Sunday, February 6, 2011

Leaving Curaçao

by the time we paid the marina bill, checked out at customs and immigration it was a bit late for the plan, which was to head to the north of the island and find a mooring. Steve had been up on the bus and with his usual optimism had seen moorings suitable for big boats. I didn't like the idea of arriving on an unknown shore in the dark and would have preferred to take immediate advantage of the weather window we were offered and get on the way to Panama, taking an extra day in the islands. However my crew made it clear that they were not happy with where I'd taken them so far, and if I didn't go up to West Point they would be even un-happier.. I was also under a different colour of pressure from Marcel. Our marina on Abbatoirweg had put on a free BBQ for staff and yachties on our last night and Marcel had become blotto, appallingly drunk, annoying nearly everyone but himself but doing no real harm. He took 36 hours of sleep to recover and it was probably not wise to head straight out to sea with him so I set course up the coast, vainly hoping to spot a yacht or two as an indicator of a safe and good place to park. It is forbidden to anchor most places to protect the coral. We arrived at West Point after dark and Steve eventually spotted the place he had in mind. I edged us toward the shore using reflected shore light to pick clear paths. The only real danger here is of embarrassment. The wind in Curaçao blows at 20kn day and night from the same direction, there is no chance of being caught by the weather, and there are no offshore dangers, the bottom simply drops straight down, sometimes after a narrow shelf. However, I do hate embarrassment and we could potentially run aground, catch a mooring line around our prop. We're also going to an unknown mooring so we could damage it or find ourselves being evicted as the owner returns. I was most unhappy but continued edging in till Steve found his buoy in his torch beam, picked it up and we were tied on. To something. With a not too thick rope.

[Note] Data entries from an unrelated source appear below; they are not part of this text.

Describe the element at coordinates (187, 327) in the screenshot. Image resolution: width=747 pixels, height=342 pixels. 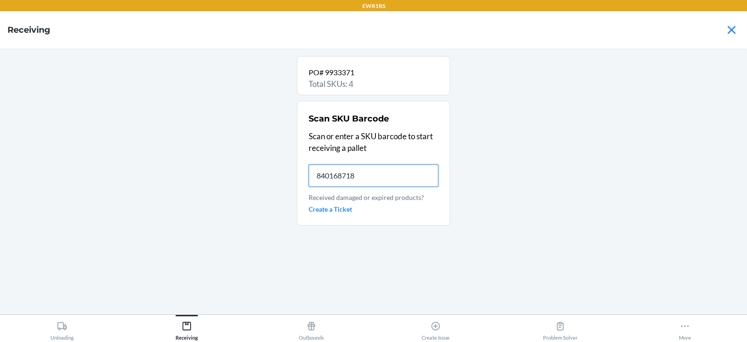
I see `button: Receiving` at that location.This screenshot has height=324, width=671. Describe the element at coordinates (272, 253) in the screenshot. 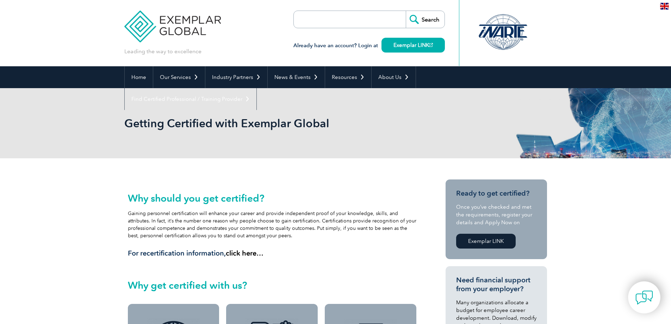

I went down and cooked a delicious trahanas soup, and as I picked the red and green bits out of Steve's bowl so he'd eat his dinner, (I'm being unfair, which I do enjoy in moderation, I bought a lot of dry Spanish chorizo for the Atlantic, just in case, but we ate fish the whole way, so now I'm trying to use it up, but both crew would prefer not to eat it), Marcel having decided he would eat his sausage tonight, I swore I would never ever put the boat in a situation I was not uncomfortable with again… unless of course, there was the smell of mutiny in the air… What would Bligh have done?
Next morning we jumped in to look at our 'mooring' and found a little lightweight sand anchor wedged in a crack in a rock with one foot of light chain! Oh well, we stayed put, didn't break it, didn't get asked to move and Steve is happy. He caught a Yellow Tail Snapper and had an underwater encounter with a Wahoo. I swam to the bottom to check if a string had a lure attached. Turned out to be a wire, but it's always worth being on the same level as the coral and fish so I was glad to be there. Noticed it took some time to get back to the surface and later thought to measure the depth. Eleven meters! Eclipsing my Previous Personal Best of two and a half! Amazing what warm clear water and a bit of practise can do.
We ate the snapper for lunch, let go the buoy, set the genoa and set off at 7kn for Panama, the land of my dreams, where everything smells of bananas sagt die Tigerente.